Swedish chemists develop mini syringe to pick up pollution.

Swedish chemists develop mini syringe to pick up pollution.

Despite a global ban, poly-chlorinated biphenyls (PCBs) are still causing problems in aquatic ecosystems. There are strict regulations regarding PCB concentrations in both the US and the EU but measuring ultra-trace PCB concentrations can be a tricky business. Now a team of Swedish chemists from Lund University and Uppsala-based life science company Biotage has developed a miniature device to measure PCB levels.

The main problem with analysing PCB levels in water samples is that the compounds have an annoying tendency to stick to the glass surfaces of lab equipment to give inaccurate PCB readings. According to the researchers, the most frequently used sample pre-treatment methods for PCB determination in water (liquid-liquid extraction and solid-phase extraction) ’suffer from many drawbacks’. Even solventless extraction techniques such as solid-phase microextraction have some shortcomings which are linked to absorption problems, they say. The team claims to have overcome such drawbacks by miniaturising the sample-handling step.

Biotage has made a prototype ’extracting syringe’ (ESy) which uses microporous membrane liquid-liquid extraction. Water samples (1 × 10 —3 l) are pumped on one side of a porous hydrophobic membrane separating the sample from an organic solvent phase and analytes are extracted at the aqueous-organic interface. The ESy is mounted directly above a gas chromatography (GC) injector so that the organic extract can be transferred directly to the GC. Computer software controls the ESy and triggers the GC system. The team is currently developing a prototype for an automatic card exchanger.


**WHAT TO WORK ON:**
Write each line exactly as it stands, from the line containing "Screen is 1024 x" through the end of the data.

===

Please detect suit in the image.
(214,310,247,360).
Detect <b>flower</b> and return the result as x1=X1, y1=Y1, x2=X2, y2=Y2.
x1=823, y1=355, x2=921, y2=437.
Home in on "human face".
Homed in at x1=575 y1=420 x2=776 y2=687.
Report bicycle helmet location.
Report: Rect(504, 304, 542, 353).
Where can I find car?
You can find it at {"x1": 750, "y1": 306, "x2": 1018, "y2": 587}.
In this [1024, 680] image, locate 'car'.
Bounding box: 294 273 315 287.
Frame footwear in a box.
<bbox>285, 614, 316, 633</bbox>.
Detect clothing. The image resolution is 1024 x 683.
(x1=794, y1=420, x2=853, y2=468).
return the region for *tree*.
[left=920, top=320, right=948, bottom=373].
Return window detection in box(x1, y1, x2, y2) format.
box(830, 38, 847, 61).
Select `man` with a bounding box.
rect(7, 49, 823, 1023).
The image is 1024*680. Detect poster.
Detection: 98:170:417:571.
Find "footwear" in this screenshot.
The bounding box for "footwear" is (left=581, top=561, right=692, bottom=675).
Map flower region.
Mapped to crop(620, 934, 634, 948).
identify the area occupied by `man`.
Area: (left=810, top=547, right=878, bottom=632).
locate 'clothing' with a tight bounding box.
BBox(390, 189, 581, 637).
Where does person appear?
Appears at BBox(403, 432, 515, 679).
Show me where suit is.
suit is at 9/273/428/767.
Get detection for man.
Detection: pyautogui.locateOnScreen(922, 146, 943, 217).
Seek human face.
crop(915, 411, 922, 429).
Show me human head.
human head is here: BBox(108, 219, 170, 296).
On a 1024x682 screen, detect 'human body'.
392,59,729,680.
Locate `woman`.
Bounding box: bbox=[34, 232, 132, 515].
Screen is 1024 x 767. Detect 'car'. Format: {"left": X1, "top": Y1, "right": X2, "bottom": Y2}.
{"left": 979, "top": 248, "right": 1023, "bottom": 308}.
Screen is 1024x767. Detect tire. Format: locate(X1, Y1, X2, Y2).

===

**EXERCISE SOLUTION:**
Screen is 1024 x 767. Detect 'car'. Format: {"left": X1, "top": Y1, "right": X2, "bottom": Y2}.
{"left": 979, "top": 248, "right": 1023, "bottom": 308}.
Screen is 1024x767. Detect tire. Format: locate(X1, Y1, X2, Y2).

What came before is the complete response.